Panel cuts road projects; Kaine offers a fix
Published: June 19, 2008
RICHMOND — With lawmakers returning Monday to consider transportation funding, the state’s highway planning panel cut hundreds of projects for lack of money Thursday.
A few hours later, Gov. Timothy M. Kaine unveiled his proposed fix. His bill would generate nearly $1.1 billion a year for statewide highway maintenance and for new projects in the most populated regions.
The Commonwealth Transportation Board voted unanimously to divert $2.75 billion in the next six years from new road construction to cover soaring costs of maintaining the state’s network of highways and bridges, a problem Kaine called “significant and undeniable.”
That means 503 road building projects the CTB approved a year ago and which were already under way are now either dead or delayed indefinitely. Another 104 projects the board had identified as priorities for inclusion this year were dropped.
State law requires the state to fund upkeep and repair ahead of new projects.
The General Assembly returns to Richmond on Monday for a special session the Democratic governor convened solely to consider transportation funding. But Kaine and the Republican-run House of Delegates have opposite priorities, and neither has so far found the other’s acceptable.
The legislation he introduced Thursday is almost unchanged from the proposal he outlined six weeks ago, before he embarked on a series of town hall-style meetings in 10 localities to promote his plan. The last was Thursday night in Fredericksburg.
Major statewide provisions would raise the cost of registering a car by $10 a year and boost the titling from 3 percent of a car’s purchase price to 4 percent. The revenue, about $520 million a year by 2014, would be restricted to maintenance of the state’s 13,000 bridges — on average 47 years old — and nearly 58,000 miles of highway.
“This will enable us to quit cannibalizing the construction budget and taking money out of these key local projects that communities have waited on, in some cases, for years,” Kaine said.
People who sell homes in Virginia would pay an additional 25 cents per every $100 of the sale price, a move that would cost a homeowner an additional $625 on the sale of a $250,000 house. It would generate about $155 million a year, most of it for mass transit and rail projects.
Kaine’s bill also increases the retail sales tax by 1 percentage point in northern Virginia and Hampton Roads exclusively to fund new highway projects in the two regions most gridlocked by traffic.
The only change in his bill is minuscule: it phases in the automobile titling tax in increments of one-half percent over the first half of 2009.
Republican House leaders have said a statewide tax boost is dead. They accused Kaine of alarming people with inflated maintenance cost projections to win passage of a tax with the economy reeling.
“We’re in a recession, and if we’re not technically it sure feels like it if you’re in the home sales business, which he (Kaine) is singling out, or the auto sales business, which he has singled out,” said House Speaker William J. Howell, R-Stafford.
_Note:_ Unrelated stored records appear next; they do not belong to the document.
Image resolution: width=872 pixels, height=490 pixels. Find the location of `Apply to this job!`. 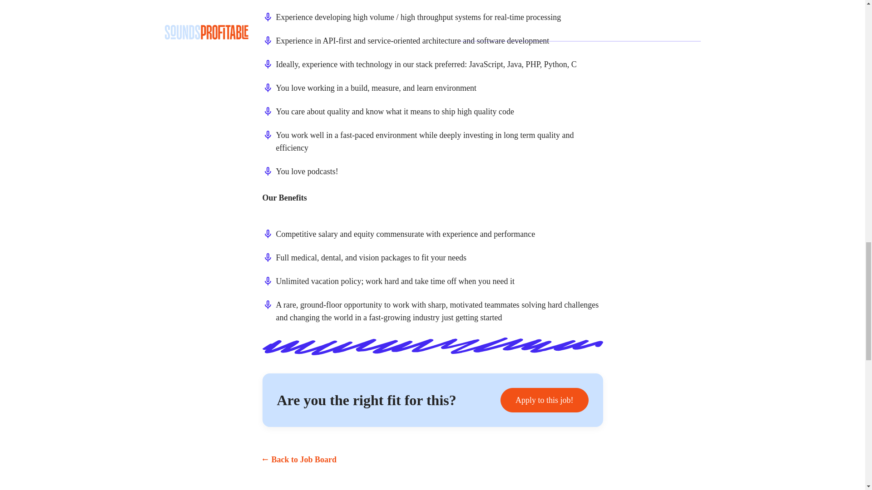

Apply to this job! is located at coordinates (545, 401).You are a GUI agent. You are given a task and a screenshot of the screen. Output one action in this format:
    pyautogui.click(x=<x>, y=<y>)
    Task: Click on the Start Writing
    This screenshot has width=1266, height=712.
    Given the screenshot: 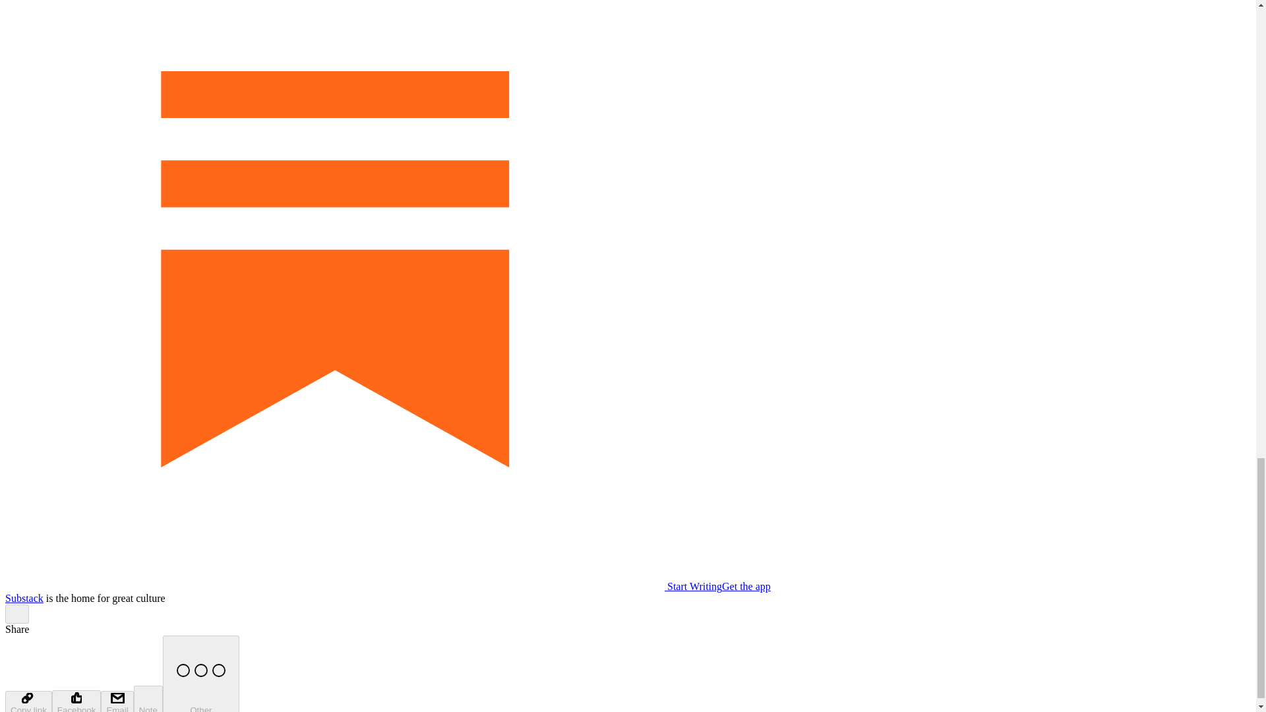 What is the action you would take?
    pyautogui.click(x=363, y=586)
    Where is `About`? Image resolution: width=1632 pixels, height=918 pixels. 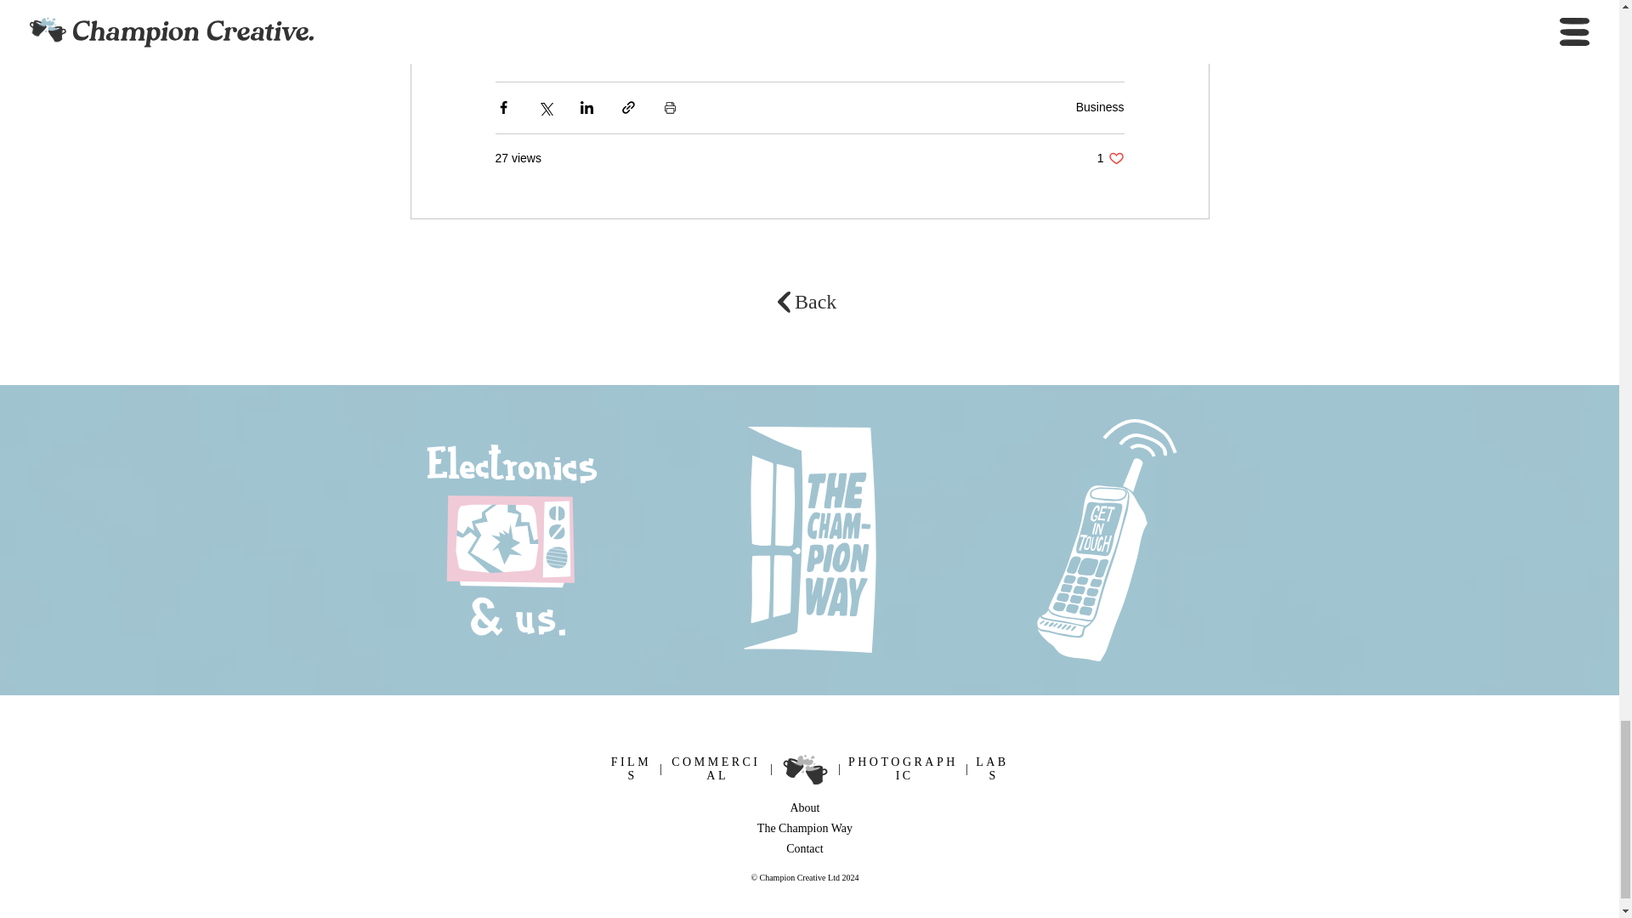
About is located at coordinates (748, 27).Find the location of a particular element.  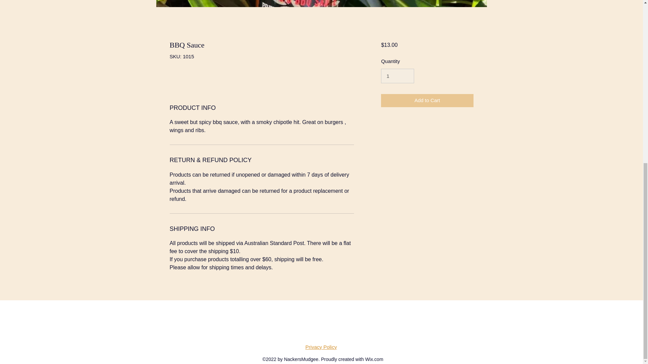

What they do support is approving regional proposals, then adjourning. It’s unlikely the Democratic-dominated Senate would approve such a thing, but Kaine has warned that he won’t settle for any measure that doesn’t include statewide maintenance revenue.
The standoff and the long odds of a compromise in next week’s session were clear in the dejection among CTB members, all appointed by Democratic governors, before they approved their pared-down road authorization plan for the next six years.
“I’ll vote to approve this, but with a broken heart,” said board member Jim D. Bowie, who represents the Bristol transportation district.
Northern Virginia district board member Douglas Koelemay compared it to “getting one shoe when we really need two shoes.” And Richmond District board member Gerald McCarthy said it was “time for adults to step up” with serious proposals, an appeal to House members that Kaine picked up on in the afternoon.
“Adult leadership means taking adult responsibilities to solve significant challenges,” Kaine said in remarks that clearly portrayed House Republicans as the obstacle. “I believe that the only excuse for failure at this point is if the majority of the body has decided that they don’t want to solve the problem.”
“The House is, frankly, where the challenge is,” he said later.
Several Democratic legislators joined Kaine in presenting his bill; no Republicans were there. The GOP has accused Kaine repeatedly of staging the special session to make transportation an issue Democrats can use next year to win the six seats necessary to wrest control of the House from them.
Howell said it’s unfair to portray House Republicans as obstructionists when, he said, Kaine’s bill has little support in either party. Senate Democrats, he noted, prefer a 5-cent, five-year gasoline tax increase to Kaine’s bill.
With gasoline prices over $4 a gallon and rising, a fuel tax boost is politically risky, but Kaine said if it provides the needed statewide maintenance money, he would sign it.
“There’s nothing I’m taking off the table,” he said when asked about new gasoline taxes.